All research outputs
#5,017,224
of 24,701,594 outputs
Outputs from BMC Medical Education
#868
of 3,811 outputs
Outputs of similar age
#54,054
of 265,335 outputs
Outputs of similar age from BMC Medical Education
#7
of 55 outputs
Altmetric has tracked 24,701,594 research outputs across all sources so far. Compared to these this one has done well and is in the 79th percentile: it's in the top 25% of all research outputs ever tracked by Altmetric.
So far Altmetric has tracked 3,811 research outputs from this source. They typically receive a little more attention than average, with a mean Attention Score of 6.4. This one has done well, scoring higher than 77% of its peers.
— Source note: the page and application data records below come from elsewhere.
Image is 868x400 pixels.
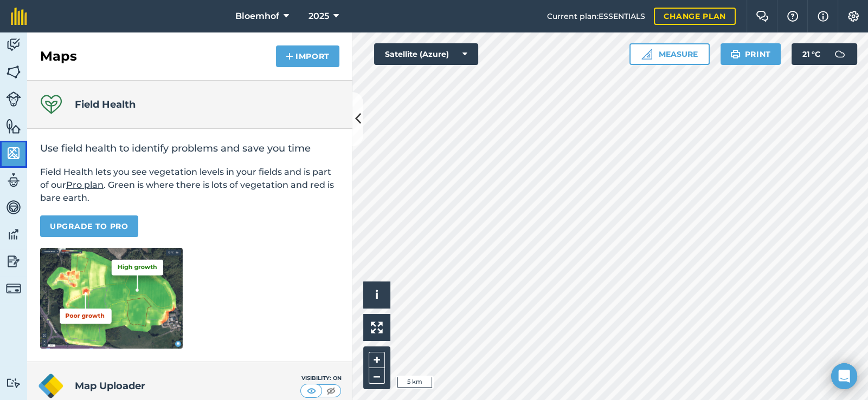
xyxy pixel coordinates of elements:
a: Change plan [654,7,736,25]
img: svg+xml;base64,PD94bWwgdmVyc2lvbj0iMS4wIiBlbmNvZGluZz0idXRmLTgiPz4KPCEtLSBHZW5lcmF0b3I6IEFkb2JlIE... [829,43,850,65]
button: 21 °C [791,43,857,65]
button: + [369,352,385,368]
button: Measure [629,43,710,65]
img: Four arrows, one pointing top left, one top right, one bottom right and the last bottom left [370,321,383,334]
img: svg+xml;base64,PHN2ZyB4bWxucz0iaHR0cDovL3d3dy53My5vcmcvMjAwMC9zdmciIHdpZHRoPSI1NiIgaGVpZ2h0PSI2MC... [6,64,22,80]
h2: Maps [40,48,77,65]
img: svg+xml;base64,PHN2ZyB4bWxucz0iaHR0cDovL3d3dy53My5vcmcvMjAwMC9zdmciIHdpZHRoPSI1NiIgaGVpZ2h0PSI2MC... [6,118,22,135]
img: svg+xml;base64,PHN2ZyB4bWxucz0iaHR0cDovL3d3dy53My5vcmcvMjAwMC9zdmciIHdpZHRoPSI1MCIgaGVpZ2h0PSI0MC... [325,386,338,396]
button: Print [720,43,781,65]
img: svg+xml;base64,PD94bWwgdmVyc2lvbj0iMS4wIiBlbmNvZGluZz0idXRmLTgiPz4KPCEtLSBHZW5lcmF0b3I6IEFkb2JlIE... [6,92,22,107]
img: svg+xml;base64,PD94bWwgdmVyc2lvbj0iMS4wIiBlbmNvZGluZz0idXRmLTgiPz4KPCEtLSBHZW5lcmF0b3I6IEFkb2JlIE... [6,199,22,216]
img: Two speech bubbles overlapping with the left bubble in the forefront [756,11,769,21]
img: svg+xml;base64,PD94bWwgdmVyc2lvbj0iMS4wIiBlbmNvZGluZz0idXRmLTgiPz4KPCEtLSBHZW5lcmF0b3I6IEFkb2JlIE... [6,281,22,296]
span: Current plan : ESSENTIALS [547,10,645,22]
img: svg+xml;base64,PD94bWwgdmVyc2lvbj0iMS4wIiBlbmNvZGluZz0idXRmLTgiPz4KPCEtLSBHZW5lcmF0b3I6IEFkb2JlIE... [6,253,22,270]
span: 21 ° C [803,43,820,65]
img: logo [38,373,64,399]
img: svg+xml;base64,PD94bWwgdmVyc2lvbj0iMS4wIiBlbmNvZGluZz0idXRmLTgiPz4KPCEtLSBHZW5lcmF0b3I6IEFkb2JlIE... [6,379,22,389]
img: svg+xml;base64,PD94bWwgdmVyc2lvbj0iMS4wIiBlbmNvZGluZz0idXRmLTgiPz4KPCEtLSBHZW5lcmF0b3I6IEFkb2JlIE... [6,172,22,189]
button: Import [276,46,340,67]
button: i [363,281,390,308]
a: Pro plan [66,179,104,190]
span: Bloemhof [236,9,280,22]
img: A question mark icon [786,11,799,21]
h4: Map Uploader [75,379,300,393]
img: svg+xml;base64,PD94bWwgdmVyc2lvbj0iMS4wIiBlbmNvZGluZz0idXRmLTgiPz4KPCEtLSBHZW5lcmF0b3I6IEFkb2JlIE... [6,226,22,243]
img: fieldmargin Logo [11,7,27,25]
img: A cog icon [846,11,860,21]
img: Ruler icon [642,49,652,60]
div: Open Intercom Messenger [832,364,857,390]
button: – [369,368,385,384]
span: 2025 [309,9,329,22]
div: Visibility: On [300,375,341,383]
img: svg+xml;base64,PHN2ZyB4bWxucz0iaHR0cDovL3d3dy53My5vcmcvMjAwMC9zdmciIHdpZHRoPSIxNyIgaGVpZ2h0PSIxNy... [817,9,829,22]
a: Upgrade to Pro [40,216,138,237]
p: Field Health lets you see vegetation levels in your fields and is part of our . Green is where th... [40,165,340,205]
img: svg+xml;base64,PHN2ZyB4bWxucz0iaHR0cDovL3d3dy53My5vcmcvMjAwMC9zdmciIHdpZHRoPSI1MCIgaGVpZ2h0PSI0MC... [305,386,318,396]
img: svg+xml;base64,PHN2ZyB4bWxucz0iaHR0cDovL3d3dy53My5vcmcvMjAwMC9zdmciIHdpZHRoPSI1NiIgaGVpZ2h0PSI2MC... [6,145,22,162]
img: svg+xml;base64,PHN2ZyB4bWxucz0iaHR0cDovL3d3dy53My5vcmcvMjAwMC9zdmciIHdpZHRoPSIxNCIgaGVpZ2h0PSIyNC... [285,50,294,63]
h4: Field Health [75,97,136,112]
button: Satellite (Azure) [374,43,478,65]
h2: Use field health to identify problems and save you time [40,142,340,155]
img: svg+xml;base64,PHN2ZyB4bWxucz0iaHR0cDovL3d3dy53My5vcmcvMjAwMC9zdmciIHdpZHRoPSIxOSIgaGVpZ2h0PSIyNC... [731,48,741,61]
span: i [375,288,379,302]
img: svg+xml;base64,PD94bWwgdmVyc2lvbj0iMS4wIiBlbmNvZGluZz0idXRmLTgiPz4KPCEtLSBHZW5lcmF0b3I6IEFkb2JlIE... [6,36,22,53]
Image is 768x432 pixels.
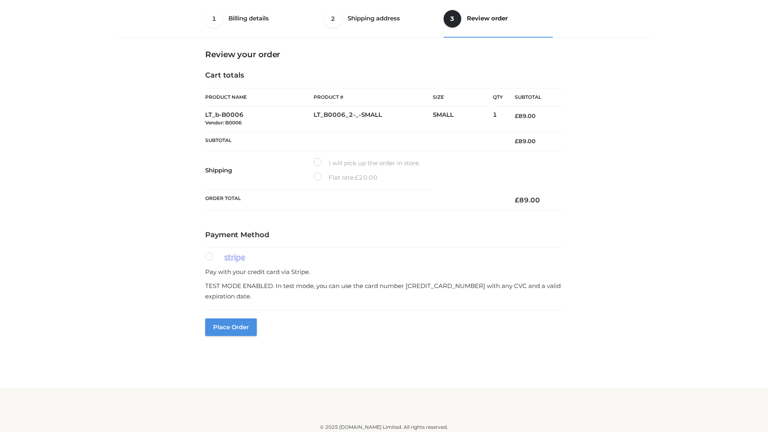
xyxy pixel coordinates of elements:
p: TEST MODE ENABLED. In test mode, you can use the card number [CREDIT_CARD_NUMBER] with any CVC an... [205,281,563,301]
label: Flat rate: [313,172,377,183]
td: 1 [493,106,503,132]
th: Subtotal [205,131,503,151]
bdi: 20.00 [355,174,377,181]
h4: Cart totals [205,71,563,80]
span: £ [515,196,519,204]
button: Place order [205,318,257,336]
th: Size [433,88,489,106]
label: I will pick up the order in store. [313,158,420,168]
h4: Payment Method [205,231,563,239]
th: Qty [493,88,503,106]
div: © 2025 [DOMAIN_NAME] Limited. All rights reserved. [119,423,649,431]
th: Product # [313,88,433,106]
p: Pay with your credit card via Stripe. [205,267,563,277]
span: £ [355,174,359,181]
td: LT_b-B0006 [205,106,313,132]
td: LT_B0006_2-_-SMALL [313,106,433,132]
span: £ [515,138,518,145]
bdi: 89.00 [515,196,540,204]
small: Vendor: B0006 [205,120,241,126]
td: SMALL [433,106,493,132]
bdi: 89.00 [515,138,535,145]
h3: Review your order [205,50,563,59]
th: Shipping [205,151,313,190]
bdi: 89.00 [515,112,535,120]
span: £ [515,112,518,120]
th: Order Total [205,190,503,211]
th: Product Name [205,88,313,106]
th: Subtotal [503,88,563,106]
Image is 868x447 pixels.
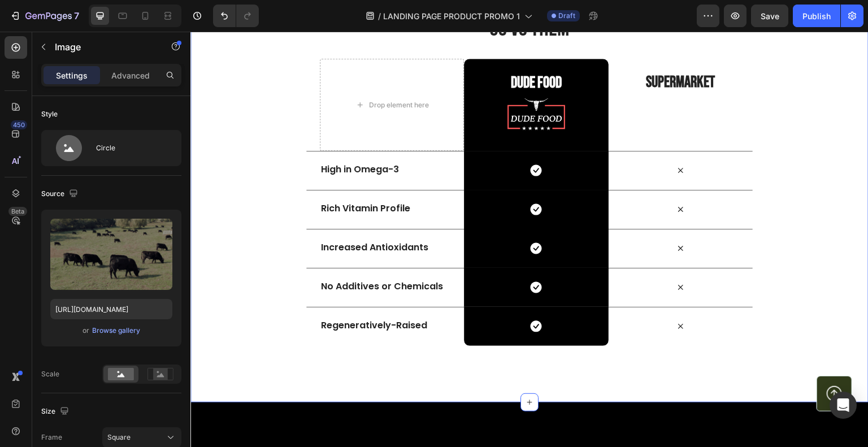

Older research outputs will score higher simply because they've had more time to accumulate mentions. To account for age we can compare this Altmetric Attention Score to the 265,335 tracked outputs that were published within six weeks on either side of this one in any source. This one has done well, scoring higher than 79% of its contemporaries.
We're also able to compare this research output to 55 others from the same source and published within six weeks on either side of this one. This one has done well, scoring higher than 89% of its contemporaries.